John Preskill, one of quantum computing's most respected voices, has laid out a roadmap for the field's next major challenge. It's not about building bigger quantum computers. It's about proving they can do something useful that we can actually verify.
The problem is surprisingly fundamental. We're approaching quantum systems with 100 logical qubits - enough power to potentially outperform classical computers on specific tasks. But how do we know they're working correctly when the calculations are too complex for classical computers to check?
The verification problem
Think about it this way. If a quantum computer solves a problem too hard for classical computers to solve, how do you check the answer? You can't just run the calculation on your laptop to verify it. That's the whole point - your laptop can't do it.
This is what Preskill calls "classically verifiable quantum advantage." It's the sweet spot where quantum computers do something genuinely useful, something classical computers struggle with, but we can still verify the results without needing another quantum computer.
The technical term is "quantum advantage in the 100-logical-qubit regime." In simpler terms: quantum computers with about 100 high-quality, error-corrected qubits that can demonstrate clear advantages over classical computing while still allowing us to check their work.
Why 100 logical qubits matters
The number isn't arbitrary. Physical qubits - the raw quantum bits in current machines - are noisy and error-prone. To get one reliable "logical qubit" requires many physical qubits working together with error correction. We're getting closer to systems that can maintain 100 of these high-quality logical qubits.
At that scale, interesting things become possible. Certain quantum algorithms start to show real advantages. Chemical simulations become tractable. Optimisation problems that would take classical computers years could potentially run in hours or days.
But only if they're working correctly. And that's where Preskill's roadmap focuses.
The proposed path forward
Preskill outlines several approaches to the verification challenge. One involves fault-tolerant circuits - quantum computations designed to be robust against errors, with built-in redundancy that allows checking without destroying the quantum state.
Another approach uses symmetry. Many useful quantum calculations have inherent symmetries - patterns that should be preserved regardless of the specific computation. By checking whether these symmetries hold, we can verify results without fully simulating the quantum system classically.
A third method involves what Preskill calls "planted-secret sampling schemes." The idea is clever: design problems where the answer is secretly known to the problem designer but computationally hard for classical computers to find. The quantum computer attempts to find the secret. If it succeeds, we know it worked - without needing a classical computer to verify the calculation itself.
What this means for practical quantum computing
For anyone following quantum computing's progress, this roadmap matters because it addresses the credibility gap. We've had announcements of "quantum supremacy" or "quantum advantage" before, but they've often involved artificial problems designed specifically to favour quantum computers without clear practical applications.
Classically verifiable quantum advantage is different. It requires demonstrating real capability on problems that matter, with results we can trust. That's the threshold for quantum computing to move from research curiosity to practical tool.
The timeline isn't certain. Reaching 100 logical qubits with sufficient quality is itself a significant engineering challenge. Google, IBM, and other quantum hardware developers are making progress, but we're likely still a few years away from systems that consistently hit this target.
The practical reality check
It's worth being clear about what this doesn't mean. Even with classically verifiable quantum advantage at 100 logical qubits, we're not talking about quantum computers replacing classical computers for everyday tasks. Your laptop will remain faster for email, spreadsheets, and web browsing for the foreseeable future.
What we are talking about is quantum computers becoming genuinely useful for specific, high-value problems. Drug discovery simulations that would be impractical classically. Materials science calculations that unlock new battery chemistries. Optimisation problems in logistics or finance that classical methods struggle with.
But only if we can verify the results. Preskill's roadmap is essentially saying: let's prove quantum computers work before we scale them further. It's the kind of rigorous, measured approach the field needs.
Why this matters now
The quantum computing industry is at an inflection point. Significant investment is flowing in. Companies are making bold claims. The hype cycle is in full swing. Preskill's framework offers a concrete milestone to aim for - one that's ambitious but achievable, meaningful but verifiable.
For business owners and decision-makers evaluating quantum computing, this roadmap provides useful context. If someone claims their quantum system has achieved breakthrough performance, ask about verification. Can they prove it? How do they check the results? Are they working toward classically verifiable advantage, or just demonstrating quantum effects without clear practical benefit?
The next few years in quantum computing will likely focus on hitting this milestone. Not the biggest quantum computer, but the most reliable one. Not quantum supremacy on abstract problems, but quantum advantage on tasks we actually need to solve.
That shift from impressive demonstrations to verifiable utility might be the most important development in quantum computing since the field began. And it starts with asking a simple question: how do we know it works?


*Aim of the task*: The expected result is the full set of records, copied precisely, with images dropped.

*Information supplied*:
++++++++
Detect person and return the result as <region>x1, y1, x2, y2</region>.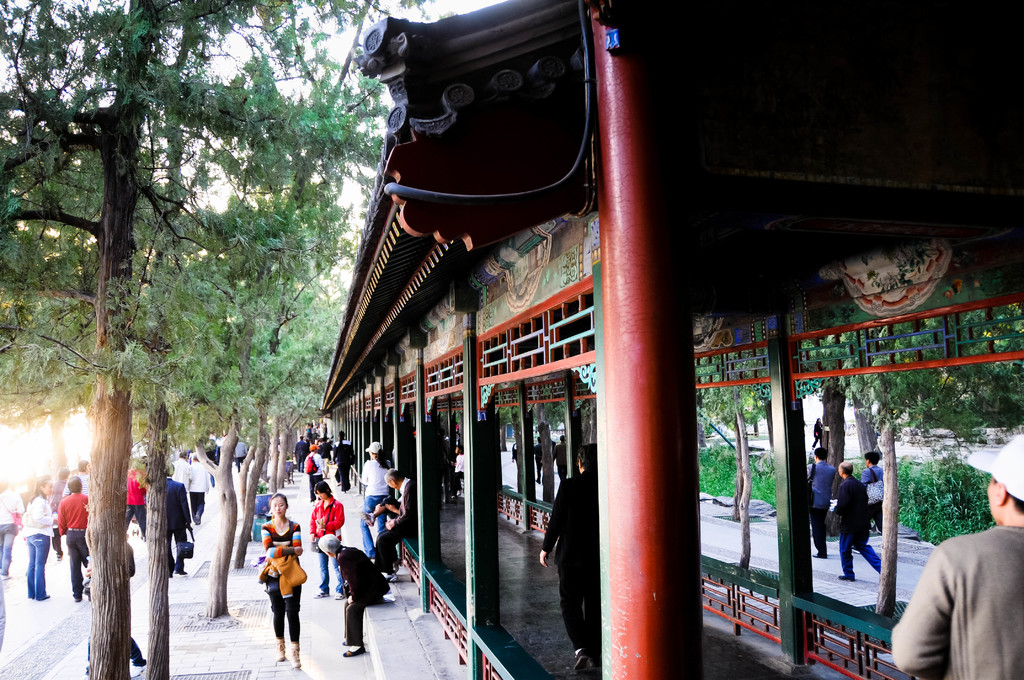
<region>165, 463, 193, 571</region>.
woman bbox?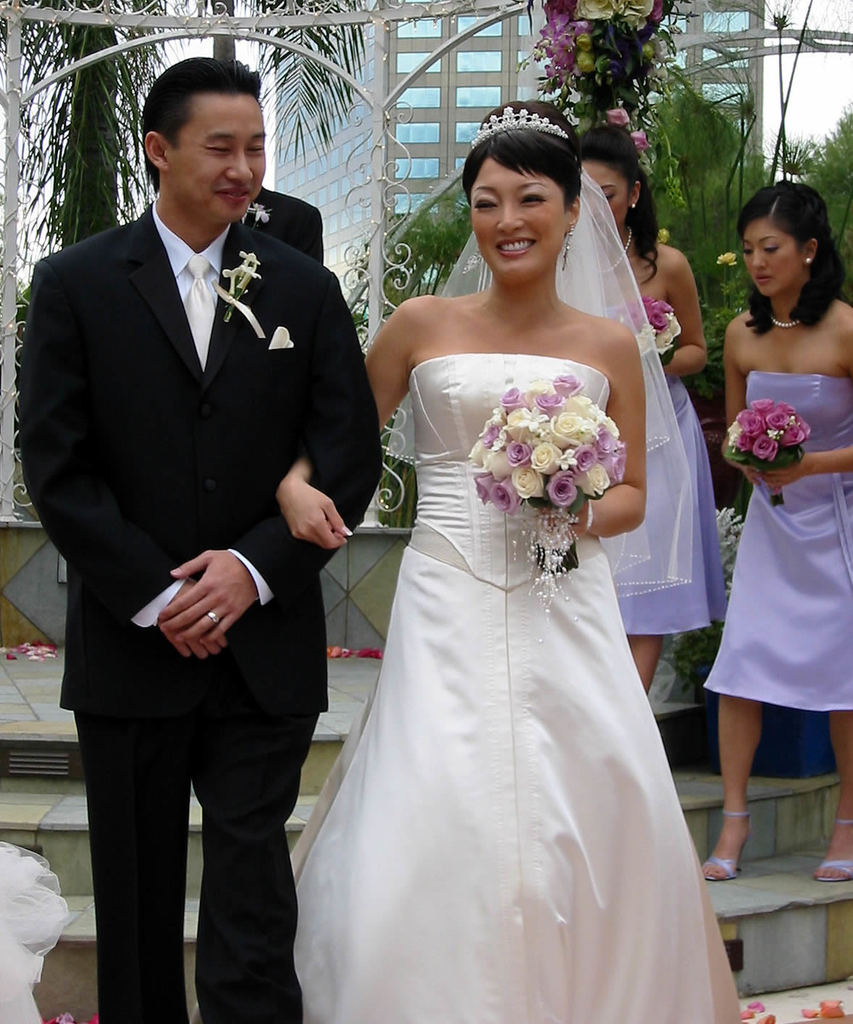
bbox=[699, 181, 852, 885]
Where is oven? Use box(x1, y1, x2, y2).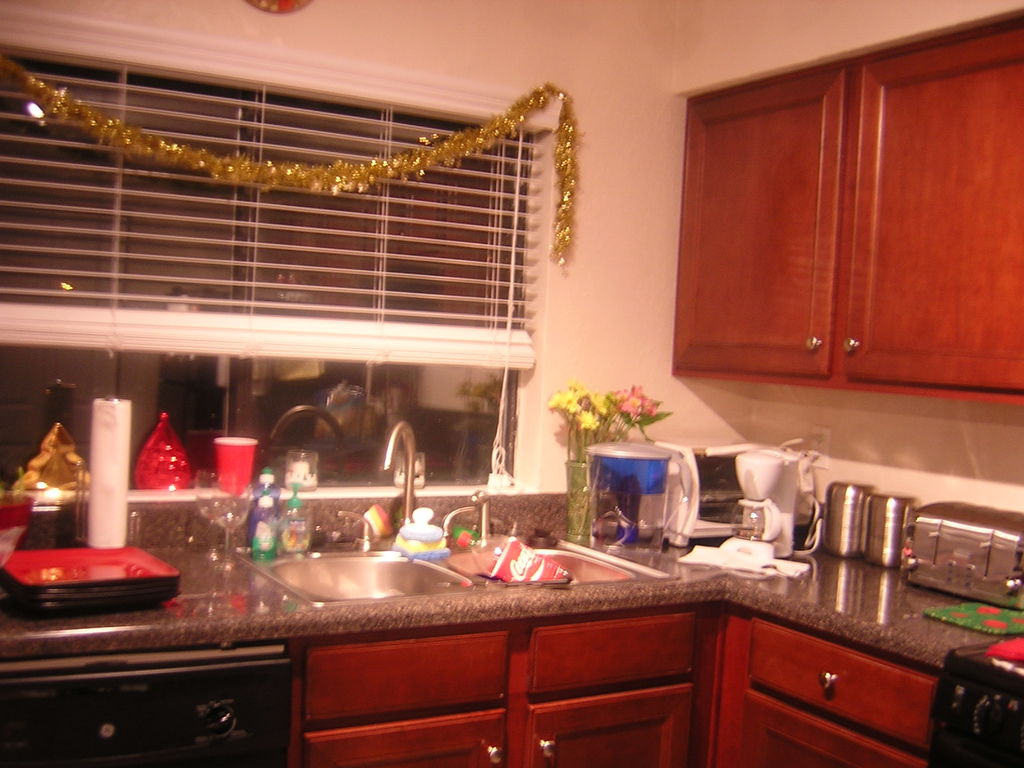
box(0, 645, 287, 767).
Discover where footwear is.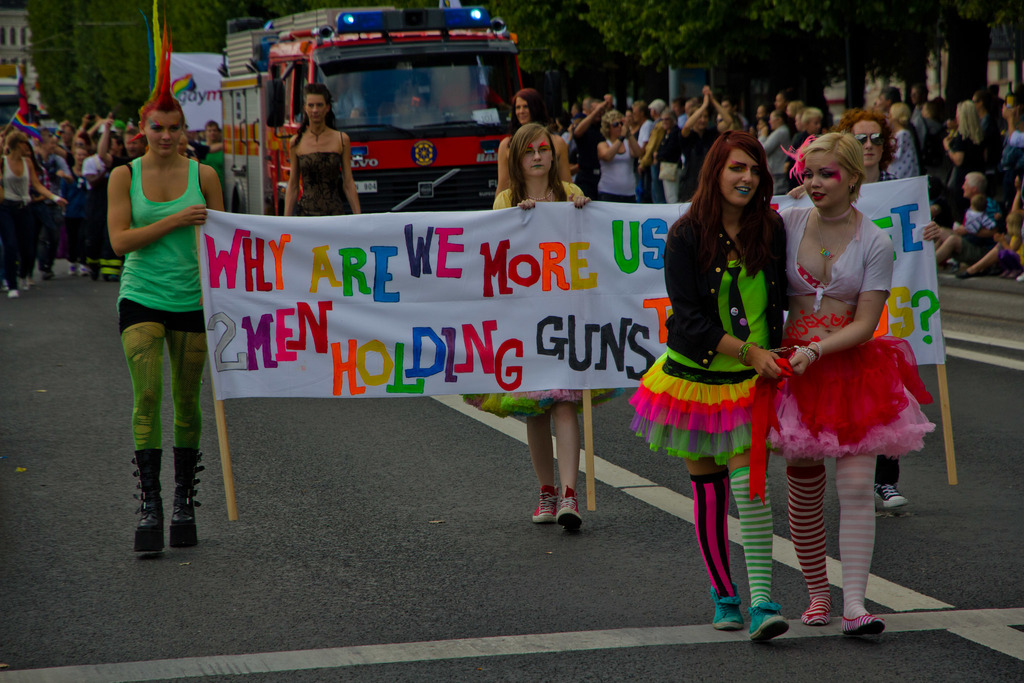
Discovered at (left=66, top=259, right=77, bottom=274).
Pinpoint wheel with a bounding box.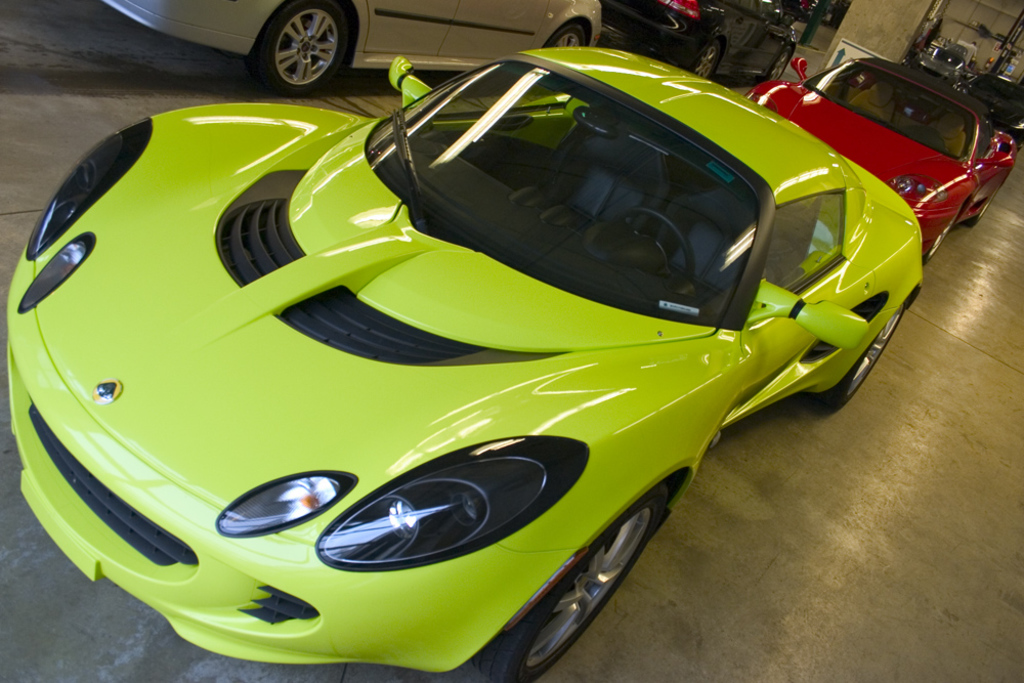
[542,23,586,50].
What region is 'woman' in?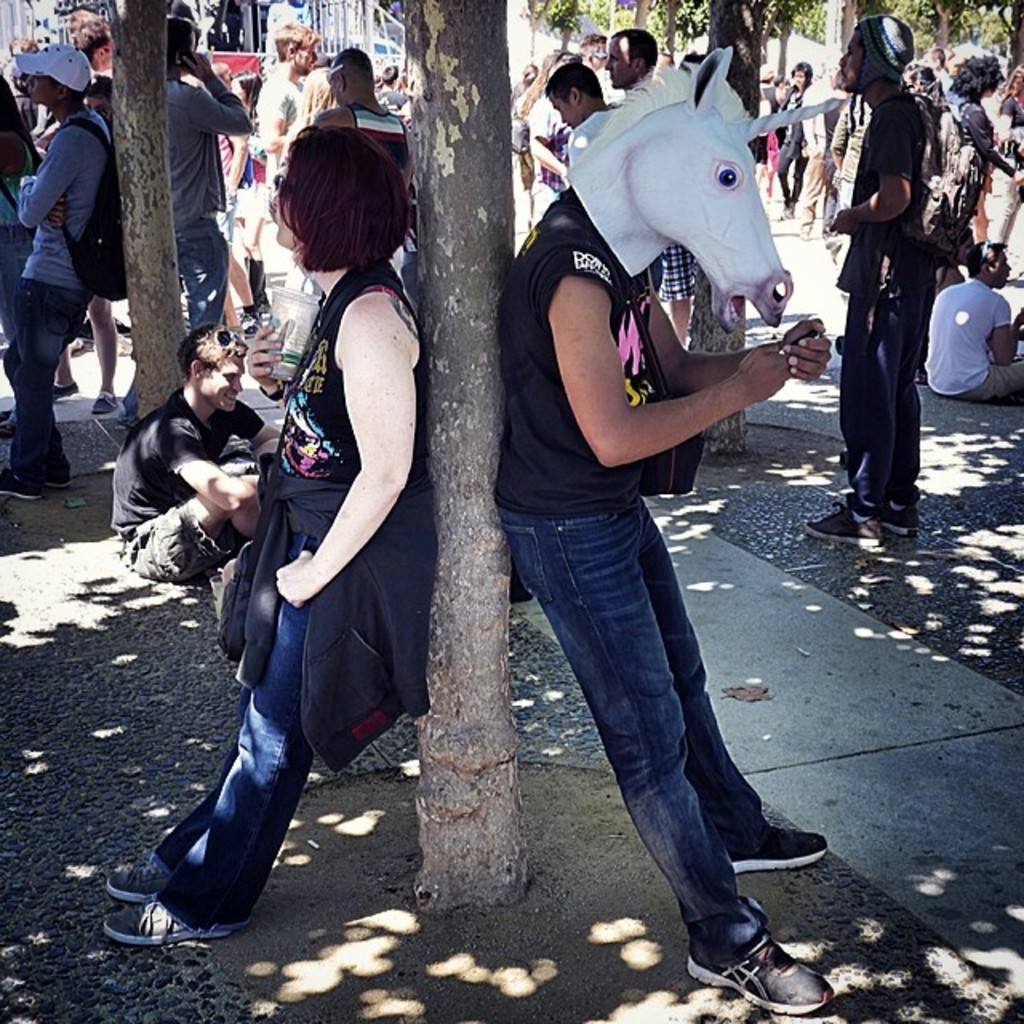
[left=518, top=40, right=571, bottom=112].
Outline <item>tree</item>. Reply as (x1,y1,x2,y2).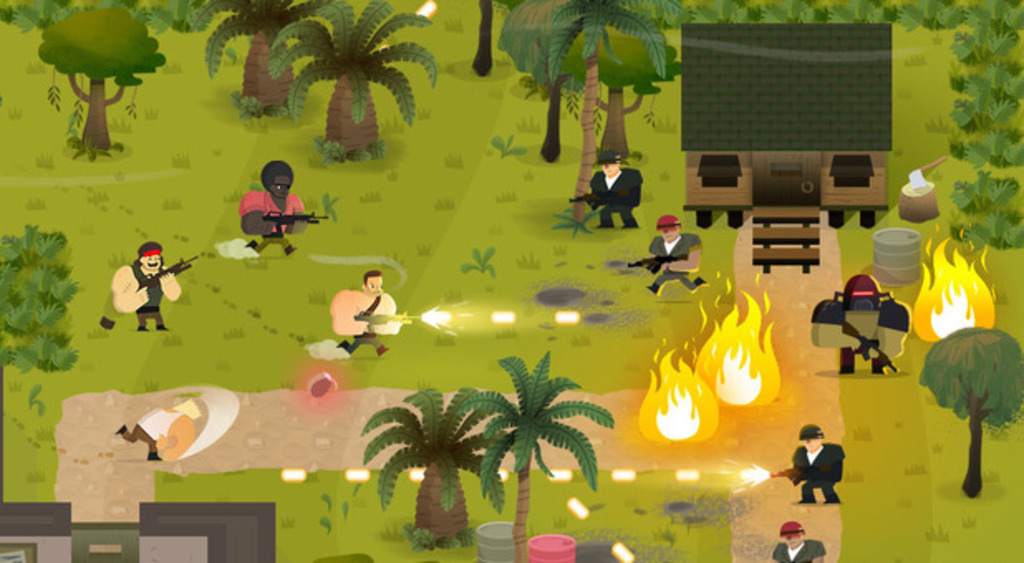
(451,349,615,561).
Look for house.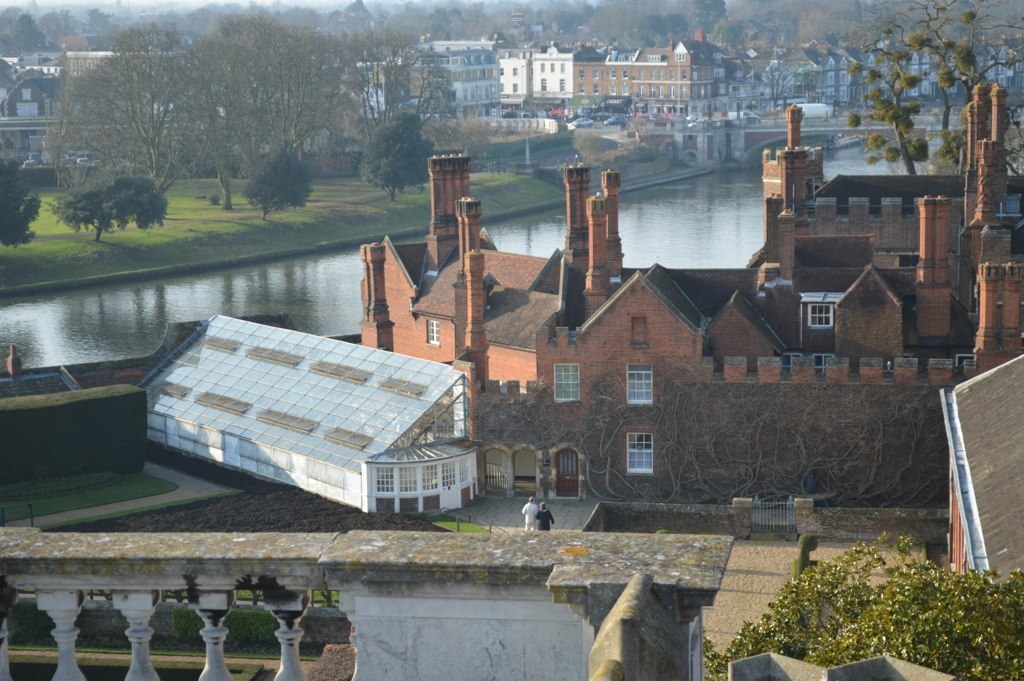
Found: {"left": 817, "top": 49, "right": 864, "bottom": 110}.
++++++++
*Task solution*:
Detect person and return the result as <region>x1, y1, x2, y2</region>.
<region>165, 463, 193, 571</region>.
woman bbox?
bbox=[699, 181, 852, 885]
Where is oven? Use box(x1, y1, x2, y2).
box(0, 645, 287, 767).
Discover where footwear is.
Discovered at (left=66, top=259, right=77, bottom=274).
Pinpoint wheel with a bounding box.
[542,23,586,50].
What region is 'woman' in?
[left=518, top=40, right=571, bottom=112].
Outline <item>tree</item>. Reply as (x1,y1,x2,y2).
(451,349,615,561).
Look for house.
Found: {"left": 817, "top": 49, "right": 864, "bottom": 110}.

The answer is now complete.